Government AccountabilityTaxes

Matt Stiles: “The Perilous State of BC’s Finances”

By February 26, 2018October 14th, 2020No Comments

The spending provisions in the 2018 budget are not a realistic reflection of the effect that new taxes, labour regulations and already rising interest rates will have on the broader economy.  On its face, a balanced budget might give the first impression of responsibility and moderation. But make no mistake, this is a tax and spend document with all of the economic fallacies that big government likes to employ, namely that a province can spend its way into prosperity.

The government has explicitly stated that the goal of their litany of new taxes on the property market is to reduce prices, eliminate speculation on real estate, and generally make owning property less desirable for many people.  The real estate and construction industries account for approximately one quarter of all economic activity in BC (more in Vancouver and other cities).

A large portion of the income taxes, sales taxes, corporate taxes, property transfer taxes and property taxes themselves are tied to these industries.  Successfully achieving their goals will mean a reduction of revenues totaling billions of dollars.  The NDP budget casually ignores these realities and projects increasing revenues instead ($5.5 billion more in 2 years).  It is only through this disingenuous bait and switch that anything close to a balanced budget can be proclaimed.

The very flawed MSP Premium program, rather than being fashioned into an effective user-pay system, has instead been eliminated entirely and will be replaced by a tax on medium and large employers.  Adding to their already burdensome payroll and sales tax remittance requirements, this will act as yet another obstacle for businesses to grow in British Columbia.

Because the removal of the MSP premium wasn’t totally replaced by the new employer health tax, and there is $1.3B in annual funding increases to health and health care delivery, they still need to find more ways to raise revenue.  So there will now be introduction of up to $900 “health surcharge” on top of your income tax, as was introduced in Ontario when they removed their health premiums.  In 2019 they intend to introduce a payroll tax, evidently somewhere between Ontario’s 1.95% rate and Quebec’s 4.48% (notes 4 and 5, pg 126).  This will be a new source of revenue that is not included in the current budgeted revenue forecasts.  Business activity is somehow expected to be unaffected by this change as well, as corporate income tax revenues are forecast to rise by 5.3% this year and 8.3% the following year.
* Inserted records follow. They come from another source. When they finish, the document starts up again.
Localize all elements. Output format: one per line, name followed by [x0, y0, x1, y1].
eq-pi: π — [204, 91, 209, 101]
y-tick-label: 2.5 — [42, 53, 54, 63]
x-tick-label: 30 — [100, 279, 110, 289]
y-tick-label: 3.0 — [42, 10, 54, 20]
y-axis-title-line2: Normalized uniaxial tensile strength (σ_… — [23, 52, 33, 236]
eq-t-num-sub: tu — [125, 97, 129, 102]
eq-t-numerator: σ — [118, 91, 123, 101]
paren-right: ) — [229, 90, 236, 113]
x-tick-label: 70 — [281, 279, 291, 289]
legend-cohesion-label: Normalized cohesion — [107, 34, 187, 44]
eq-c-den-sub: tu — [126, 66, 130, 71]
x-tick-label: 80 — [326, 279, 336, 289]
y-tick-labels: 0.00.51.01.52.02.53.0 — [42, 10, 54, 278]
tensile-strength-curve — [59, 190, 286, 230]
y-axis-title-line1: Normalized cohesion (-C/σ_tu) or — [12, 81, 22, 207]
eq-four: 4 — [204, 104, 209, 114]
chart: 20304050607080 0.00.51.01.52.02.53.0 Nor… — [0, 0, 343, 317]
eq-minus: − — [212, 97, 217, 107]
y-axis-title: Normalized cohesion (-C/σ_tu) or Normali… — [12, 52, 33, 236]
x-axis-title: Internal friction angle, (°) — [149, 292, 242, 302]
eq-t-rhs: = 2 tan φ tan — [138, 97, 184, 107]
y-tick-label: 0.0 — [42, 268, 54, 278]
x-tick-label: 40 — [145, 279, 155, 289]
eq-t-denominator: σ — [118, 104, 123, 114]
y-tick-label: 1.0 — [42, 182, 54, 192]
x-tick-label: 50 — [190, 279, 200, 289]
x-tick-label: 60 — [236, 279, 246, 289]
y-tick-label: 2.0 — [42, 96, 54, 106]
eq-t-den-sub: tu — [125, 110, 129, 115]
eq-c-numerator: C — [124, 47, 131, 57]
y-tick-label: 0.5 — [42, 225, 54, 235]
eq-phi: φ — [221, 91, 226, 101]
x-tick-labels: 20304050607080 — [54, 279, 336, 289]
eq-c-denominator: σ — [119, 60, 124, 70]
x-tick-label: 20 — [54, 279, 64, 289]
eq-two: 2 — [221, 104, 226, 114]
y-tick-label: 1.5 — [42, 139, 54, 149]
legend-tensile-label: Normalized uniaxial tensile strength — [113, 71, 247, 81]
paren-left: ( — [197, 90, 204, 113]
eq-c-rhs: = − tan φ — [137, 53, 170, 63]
It’s revealed in a bizarre admission in the footnotes of appendix page 128: “Employer-paid payroll taxes and employer-paid health care premiums are generally reflected in reduced wages.”  However on page 102, wages are projected to continue rising at a rate of about 4.0% annually.  This defies logic.

As if businesses didn’t need another incentive to accelerate the adoption of automation technologies with minimum wages also on the march higher – to levels beyond the productivity capabilities of many thousands of British Columbians.  Employment and labour force participation rates are forecast to remain idle in the face of this (page 102).  To the contrary, additional resources will need to be deployed to provide for a greater number of unemployed workers, and those who can never join the workforce in the first place.

What is also confounding is that with all of the increased taxes on business, carbon taxes, incoming mobility pricing and more, there is only a 2% expectation for consumer price inflation, retail sales growth remains strong and consumers are assumed to be unaffected.  Businesses will not pass through any of these added costs.

The government spends a lot of space in the document defining the problems with ICBC and its massive deficits, but only glances over how precisely its changes will manage to erase a $1.3B deficit in a matter of two years and return it to profitability.  While pain and suffering claims, associated court costs and fraud were indeed eating up large portions of their premiums, it was far from the greatest problem in a monolithic bureaucracy that is unaccountable for how money gets spent.  Crash rates will not magically decline because of “investments in safety”.  British Columbians can expect skyrocketing premiums instead.  How high?  On page 64 the budget says they will be “fair.”

In Natural Resources, a sector that the NDP/Green government has indicated particular hostility toward, natural gas royalties, forestry tenures and timber sales are only projected to be marginally affected by the ongoing softwood lumber dispute or the reluctance to build projects that would get our resources to alternative markets.  The impact on revenue, as well as the impact on workers in these industries, is yet again not acknowledged.

All reasonable economists agree that there is such thing as a Laffer Curve (the idea that the taxing ability is diminished once rates exceed unknown thresholds), they just disagree on its shape.  It is certain that increases in taxes of the sort laid out in Budget ‘18/’19 will have some adverse consequence on on total economic activity, and therefore revenues.   But the opposite is assumed throughout the budget.

Good budgets have room for error.  This budget is just full of errors.  The priorities of the government, if accomplished even in part, will reveal it to have been a disaster, leaving multi-billion dollar deficits in its wake, and higher taxes for everyone.  The previous Liberal government has created the conditions for the NDP and Greens to lay waste to our public finances.  The BC Libertarian Party will continue to advocate for spending restraint and prudent fiscal management.  We will be offering alternatives that relieve the provincial government of many of its activities and provide individuals with more choice, families with lower taxes, and communities with real freedom to control their own destinies.